Is the strategy stages going to be rts or turn based?
According to our current ideas (nothing is set in stone yet) itās most likely going to be RTS with civ-like elements (I.E. using ācity centresā in stead of all kinds of different buildings like in AoE). This way you can even take control of individual units and mess about a bit.
So more like empire earth and rise of nations?
Well simply put, we donāt know for sure yet.
However, I just looked Rise of Nations up and it looked a lot like the same idea of Empire Earth and Age of Empires where you still need to physically construct different buildings instead of just āaddingā them to a city like in Civ, which is not exactly what I meant. The end of the Awakening Stage is more like AoE, but later on it gets more like a sort of RTS-version of Civ to make it easier. (For both the players and the devs) For further reading check the Society Stage page on the wiki. It is a tad outdated, but the general outline remains.
It would be jarring to move from real-time gameplay to turn based gameplay. And I donāt think turn based gameplay would suit Thrive that well. So I think that basically rules out moving to turn based gameplay in the strategy stages.
Iād personally like to see an RTS with pause option, allowing you to micromanage whenever you want to without running out of time with bigger kingdoms,
Yeah I agree with hh that moving to turn based would be a bit odd.
We were having a bit of a discussion the other day about how much detail itās worth showing in the later stages. Thereās a spectrum with being able to walk around any city any time and see all the āpeopleā and vehicles etc on one end and a very abstract strategy game like CK2 or Stellaris on the other where whole armies are represented by a single unit and the map is very simple.
Thereās a tradeoff that the more detail you want to represent the more time it will take to make the game, and also being able to see everything in 3D is pretty cool.
So how about total war but in full rts grand strategy?
One issue with merging those two genres is how long it would take. Battles in total war can take 30 minutes but in a grand strategy game you might have 200 battles over the course of a campaign, that would mean the campaign takes 100 hours which is pretty long.
For example if we were representing 2000 years of history in 10 hours say (which would make the stage feel super long I think) then you canāt really have so many long battles as they would take up a lot of that time. In a total war game you might play for 20-50 years max.
Another issue is the amount of 3D modelling required to make units. Creative Assembly has a large professional team of modellers working fulltime. If we went down that road it could take years to get an ancient world modelled, though maybe more people will show up in the future.
I think we should not try to 3D model (almost) anything in the later stages. It should all be procedurally generated from the stuff from previous stages. Of course the level of detail needs to be lowered in the later stages, but I think that wonāt be too difficult to add to the generation. What Iām trying to say is that I think that the 3D graphics part wonāt be any kind of bottleneck in the later stages.
I get the idea that terrain, individuals and mounts (like humans and horses etc) could be used from previous stages. What about sword, bows, guns, cannons, tanks, buildings, roads, bridges?
Itās a long way off so maybe itās not worth thinking about too much.
I think what heās saying is there wonāt be 200 types of swords and helmets to model (as in many history-based games) because they will be procedurally generated. The game itself would create them and introduce plausible changes in design as new technology becomes available. Seems workable for many items, although one possible hurdle would be adapting them to a speciesā unique biology (just how would a race with six arms want to use a bow and arrow?).
Making a system which procedurally generates 3D gun designs is harder than modelling 3D gun designs. One of the first steps to making a good procedural system is often making a bunch of examples by hand so you can get an understanding of the rules around what you want.
Sure, but that would be less work than, say, modeling fifty individual variations of a gun.
I partially agree.
However if youāre committing to having 50 models of guns then I renew my point that the amount of modelling in total would be huge.
I expect there would be thousands of possibilities. But even some kind of mixing and matching of parts would satisfy me.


- **Your instructions**:
The required answer is every line of the data containing the word "name".

- **Dataset records**:
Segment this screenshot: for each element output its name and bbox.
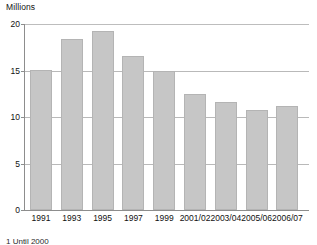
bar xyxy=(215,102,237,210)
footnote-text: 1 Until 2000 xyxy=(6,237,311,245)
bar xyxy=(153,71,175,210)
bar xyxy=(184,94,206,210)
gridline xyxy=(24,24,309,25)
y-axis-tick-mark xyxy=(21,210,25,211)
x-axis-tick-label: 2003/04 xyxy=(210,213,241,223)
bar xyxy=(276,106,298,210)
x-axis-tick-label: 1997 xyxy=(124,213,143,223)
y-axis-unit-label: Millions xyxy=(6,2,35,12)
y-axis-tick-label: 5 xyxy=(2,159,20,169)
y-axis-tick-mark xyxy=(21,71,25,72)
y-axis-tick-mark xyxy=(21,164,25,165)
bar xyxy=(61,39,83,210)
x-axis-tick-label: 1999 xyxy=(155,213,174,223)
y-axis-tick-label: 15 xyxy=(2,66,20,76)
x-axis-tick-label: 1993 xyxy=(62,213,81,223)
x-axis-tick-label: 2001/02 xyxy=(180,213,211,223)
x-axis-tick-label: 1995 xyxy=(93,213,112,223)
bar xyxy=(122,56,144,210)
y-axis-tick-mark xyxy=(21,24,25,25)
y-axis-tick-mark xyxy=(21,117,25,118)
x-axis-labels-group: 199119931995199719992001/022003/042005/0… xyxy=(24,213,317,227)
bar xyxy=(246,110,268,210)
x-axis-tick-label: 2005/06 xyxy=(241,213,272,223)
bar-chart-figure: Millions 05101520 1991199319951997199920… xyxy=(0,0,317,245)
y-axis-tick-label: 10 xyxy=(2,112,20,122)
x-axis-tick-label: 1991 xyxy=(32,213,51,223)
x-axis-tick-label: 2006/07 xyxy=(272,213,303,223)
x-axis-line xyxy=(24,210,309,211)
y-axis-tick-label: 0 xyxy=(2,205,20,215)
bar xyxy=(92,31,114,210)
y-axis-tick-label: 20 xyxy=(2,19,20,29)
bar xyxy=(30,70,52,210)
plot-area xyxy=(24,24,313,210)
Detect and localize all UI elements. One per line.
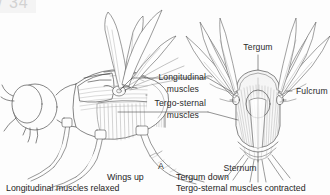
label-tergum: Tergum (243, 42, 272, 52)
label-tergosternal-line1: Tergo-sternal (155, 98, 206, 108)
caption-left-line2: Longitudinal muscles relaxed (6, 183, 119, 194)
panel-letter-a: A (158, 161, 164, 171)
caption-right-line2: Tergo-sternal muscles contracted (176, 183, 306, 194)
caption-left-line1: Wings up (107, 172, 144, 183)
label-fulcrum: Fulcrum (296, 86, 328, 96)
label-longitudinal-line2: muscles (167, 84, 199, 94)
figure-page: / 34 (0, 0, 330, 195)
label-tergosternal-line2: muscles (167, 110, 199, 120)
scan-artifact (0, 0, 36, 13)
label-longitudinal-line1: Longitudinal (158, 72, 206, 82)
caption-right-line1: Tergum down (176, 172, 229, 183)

...

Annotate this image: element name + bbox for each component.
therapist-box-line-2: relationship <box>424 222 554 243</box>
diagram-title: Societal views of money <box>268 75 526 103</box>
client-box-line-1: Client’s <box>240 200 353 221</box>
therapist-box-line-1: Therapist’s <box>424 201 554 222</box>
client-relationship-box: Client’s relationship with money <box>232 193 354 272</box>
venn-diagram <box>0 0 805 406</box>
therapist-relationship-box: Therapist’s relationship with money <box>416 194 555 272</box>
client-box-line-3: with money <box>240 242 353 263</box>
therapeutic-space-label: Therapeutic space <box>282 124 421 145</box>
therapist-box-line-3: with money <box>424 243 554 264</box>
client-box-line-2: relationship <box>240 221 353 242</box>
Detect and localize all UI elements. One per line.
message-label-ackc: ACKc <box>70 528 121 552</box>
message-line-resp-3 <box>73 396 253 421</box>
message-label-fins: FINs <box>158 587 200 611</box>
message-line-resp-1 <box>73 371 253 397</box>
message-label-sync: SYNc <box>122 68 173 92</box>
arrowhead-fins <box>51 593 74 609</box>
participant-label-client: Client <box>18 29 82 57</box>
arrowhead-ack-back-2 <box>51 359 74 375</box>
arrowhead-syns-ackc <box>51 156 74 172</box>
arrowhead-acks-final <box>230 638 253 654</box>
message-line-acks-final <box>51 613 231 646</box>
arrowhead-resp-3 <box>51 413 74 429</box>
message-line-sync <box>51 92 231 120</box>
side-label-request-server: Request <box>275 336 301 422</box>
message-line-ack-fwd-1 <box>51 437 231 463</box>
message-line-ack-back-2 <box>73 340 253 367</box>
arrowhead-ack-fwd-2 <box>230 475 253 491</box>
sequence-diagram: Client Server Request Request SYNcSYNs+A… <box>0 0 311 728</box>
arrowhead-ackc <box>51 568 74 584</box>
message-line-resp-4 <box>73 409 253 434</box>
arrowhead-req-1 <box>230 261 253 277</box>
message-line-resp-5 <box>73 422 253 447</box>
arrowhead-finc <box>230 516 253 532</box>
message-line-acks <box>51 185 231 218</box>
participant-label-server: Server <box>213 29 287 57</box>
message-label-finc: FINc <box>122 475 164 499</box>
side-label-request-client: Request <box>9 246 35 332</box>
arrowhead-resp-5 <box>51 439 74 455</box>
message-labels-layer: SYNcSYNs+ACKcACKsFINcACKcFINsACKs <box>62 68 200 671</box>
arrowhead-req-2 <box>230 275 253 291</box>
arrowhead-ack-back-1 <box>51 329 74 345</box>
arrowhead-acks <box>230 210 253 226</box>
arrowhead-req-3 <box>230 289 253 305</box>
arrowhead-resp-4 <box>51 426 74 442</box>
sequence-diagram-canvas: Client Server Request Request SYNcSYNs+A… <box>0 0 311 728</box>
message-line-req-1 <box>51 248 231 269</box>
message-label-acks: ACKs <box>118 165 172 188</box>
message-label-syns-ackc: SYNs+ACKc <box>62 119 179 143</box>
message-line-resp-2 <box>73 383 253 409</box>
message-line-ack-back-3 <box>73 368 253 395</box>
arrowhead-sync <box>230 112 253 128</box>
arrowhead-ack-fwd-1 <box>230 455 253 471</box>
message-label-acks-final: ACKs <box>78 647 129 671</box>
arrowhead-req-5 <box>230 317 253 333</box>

- **Exercise answer**:
Segment this screenshot: for each element output its name and bbox.
Annotate this image: element name + bbox for each component.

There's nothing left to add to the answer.